Michel Chasles (1793-1880), another graduate of the Ecole Polytechnique, contributed some incisive ideas in his papers on instant centers[69] published during the 1830's, but their tremendous importance in kinematic analysis was not recognized until much later.

[Footnote 69: The instant center was probably first recognized by Jean Bernoulli (1667-1748) in his "De Centro Spontaneo Rotationis" (_Johannis Bernoulli ... Opera Omnia ..._, Lausanne, 1742, vol. 4, p. 265ff.).]

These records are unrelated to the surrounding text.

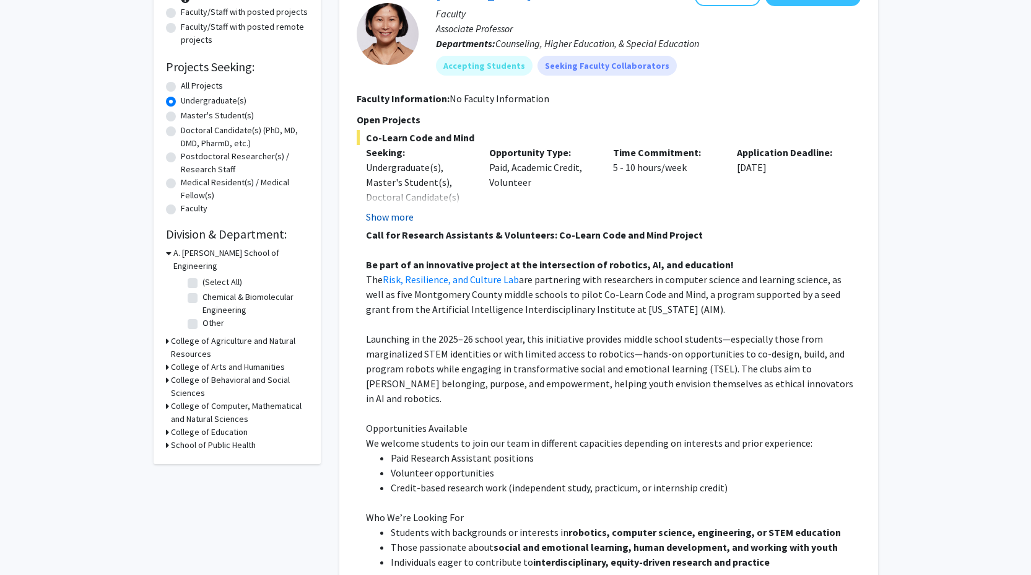  I want to click on p: Faculty, so click(648, 14).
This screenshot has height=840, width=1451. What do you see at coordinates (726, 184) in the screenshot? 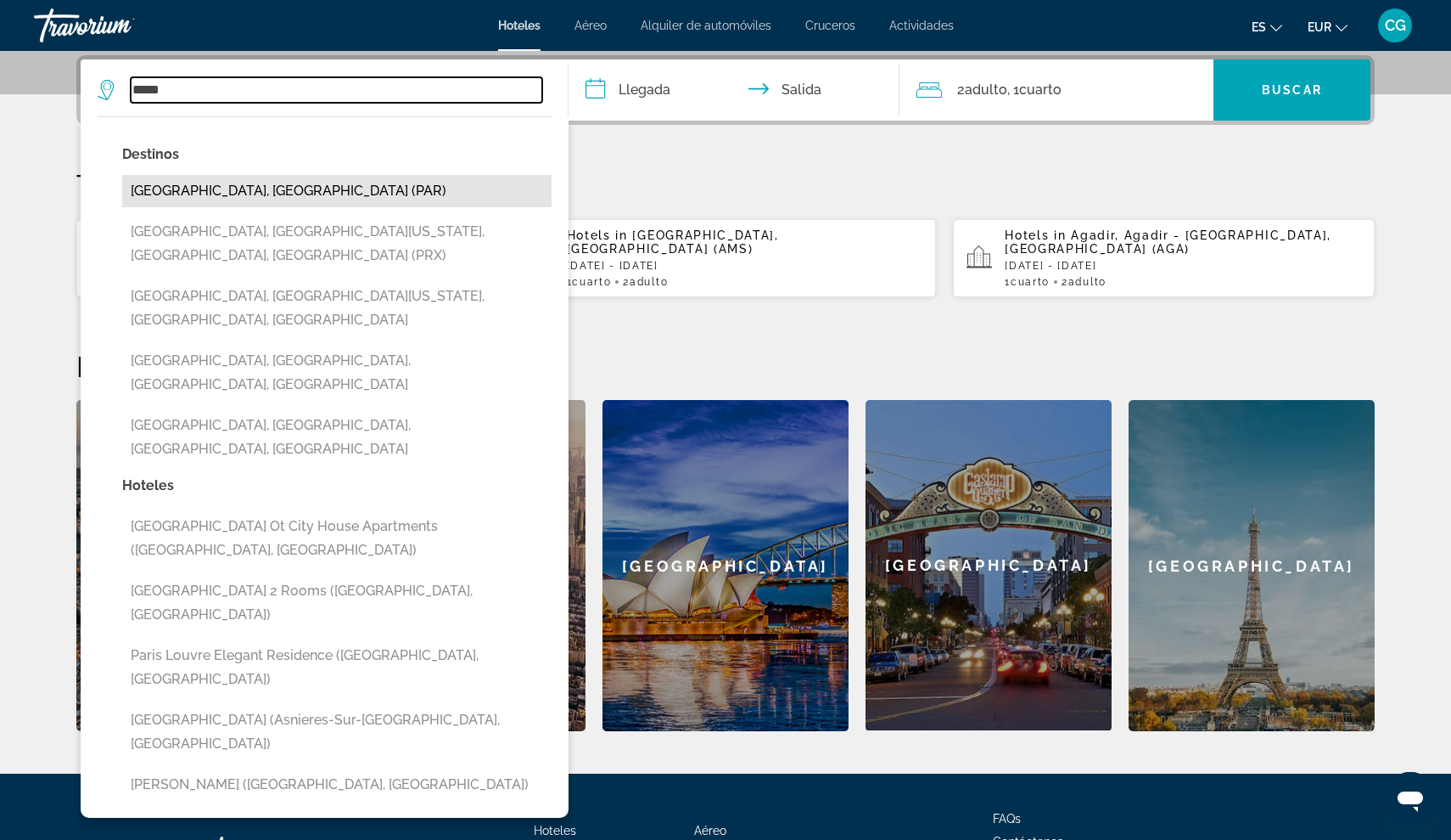
I see `p: Tus búsquedas recientes` at bounding box center [726, 184].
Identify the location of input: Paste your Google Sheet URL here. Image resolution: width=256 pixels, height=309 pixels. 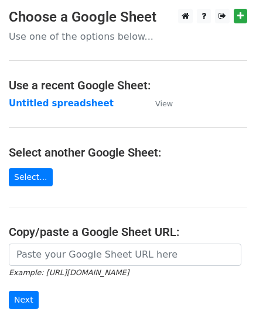
(125, 255).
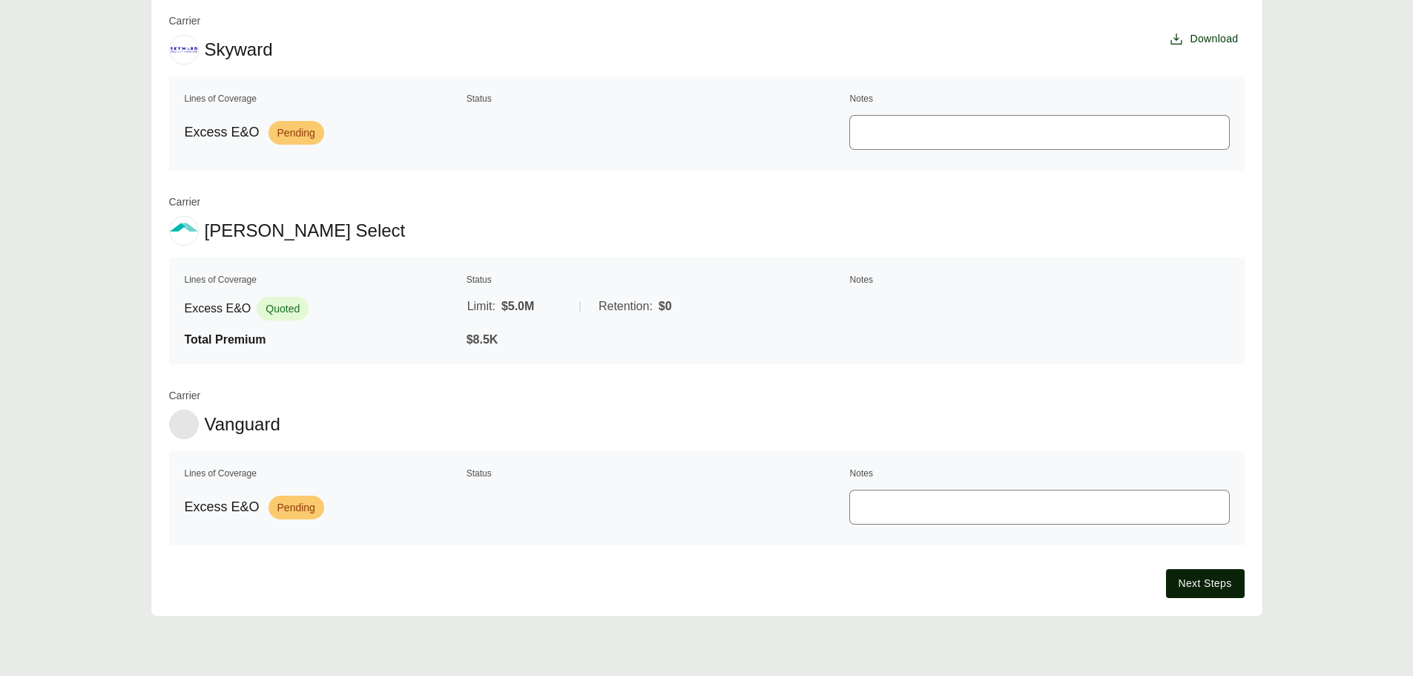 Image resolution: width=1413 pixels, height=676 pixels. I want to click on a: Next Steps, so click(1205, 583).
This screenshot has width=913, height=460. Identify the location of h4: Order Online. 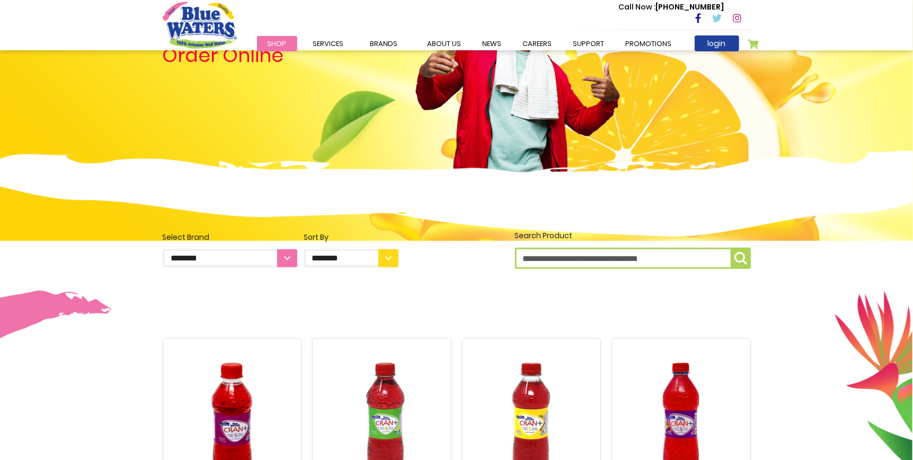
(280, 56).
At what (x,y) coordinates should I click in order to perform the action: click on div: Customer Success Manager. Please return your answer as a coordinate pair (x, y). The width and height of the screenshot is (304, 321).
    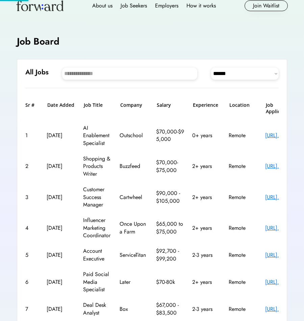
    Looking at the image, I should click on (98, 197).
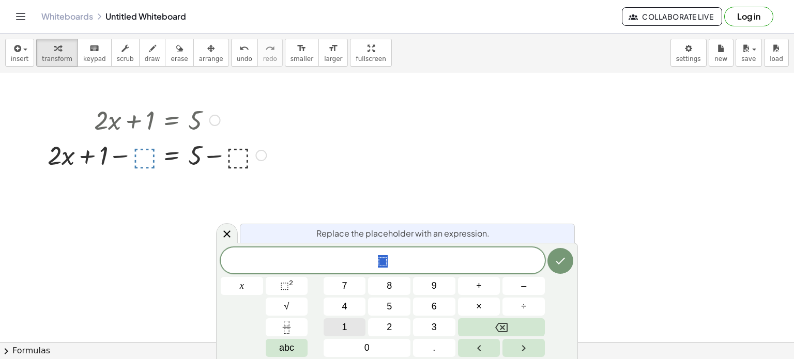 The width and height of the screenshot is (794, 359). Describe the element at coordinates (287, 327) in the screenshot. I see `button: Fraction` at that location.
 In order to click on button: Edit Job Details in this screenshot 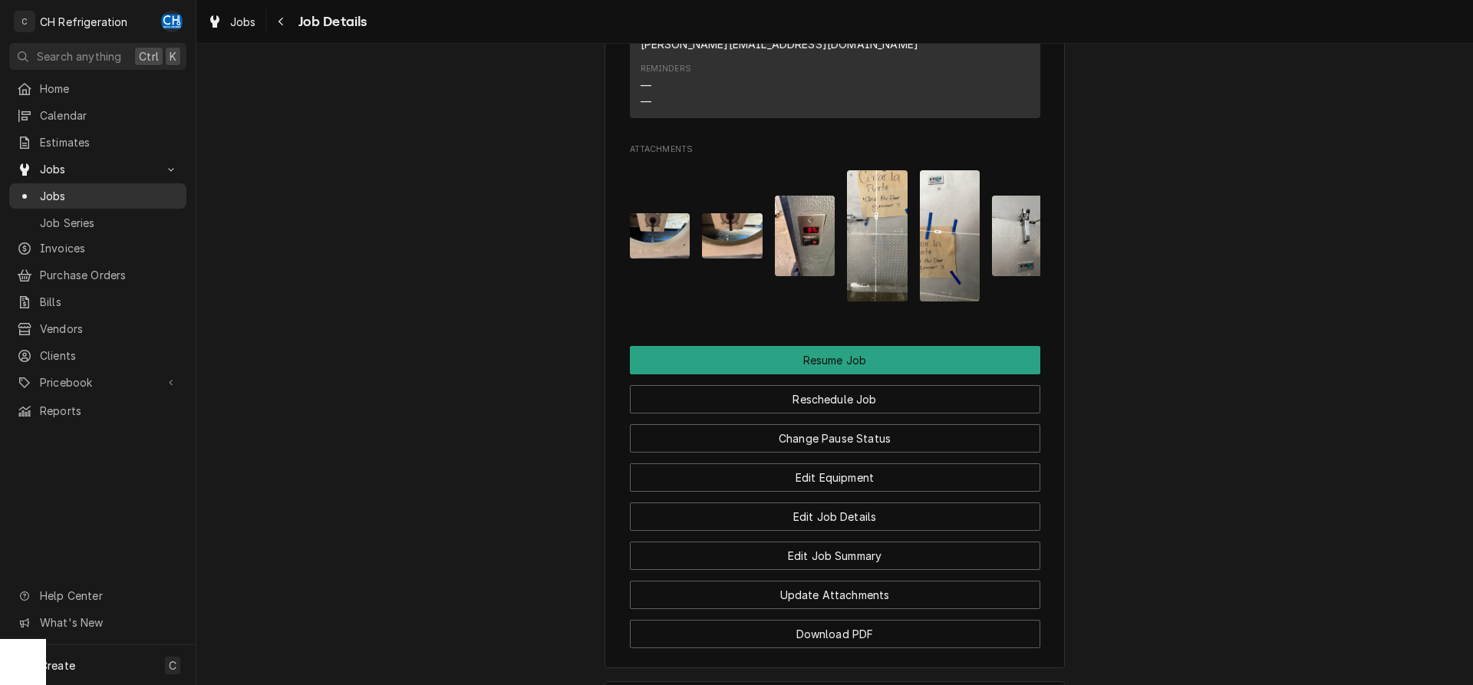, I will do `click(835, 516)`.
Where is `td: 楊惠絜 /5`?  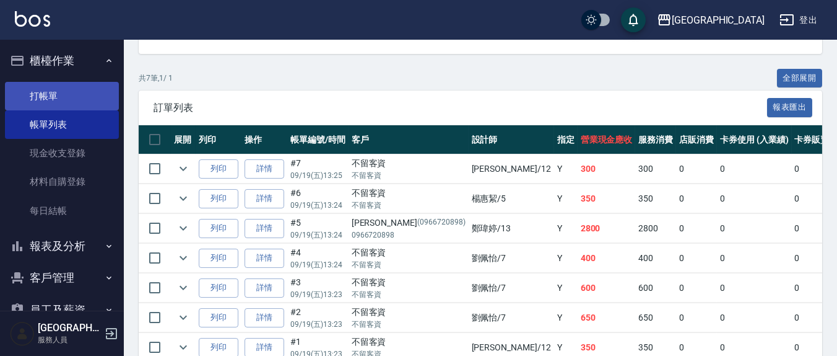 td: 楊惠絜 /5 is located at coordinates (512, 198).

Acting upon Ampere's clear exposition of the province of kinematics and excluding, as Ampere had done, the consideration of forces, an Englishman, Robert Willis, made the next giant stride forward in the analysis of mechanisms. Willis was 37 years old in 1837 when he was appointed professor of natural and experimental philosophy at Cambridge. In the same year Professor Willis--a man of prodigious energy and industry and an authority on archeology and architectural history as well as mechanisms--read his important paper "On the Teeth of Wheels" before the Institution of Civil Engineers[70] and commenced at Cambridge his lectures on kinematics of mechanisms that culminated in his 1841 book _Principles of Mechanism_.[71]

[Footnote 70: Robert Willis, "On the Teeth of Wheels," _Transactions of the Institution of Civil Engineers of London_, 1838, vol. 2, pp. 89-112.]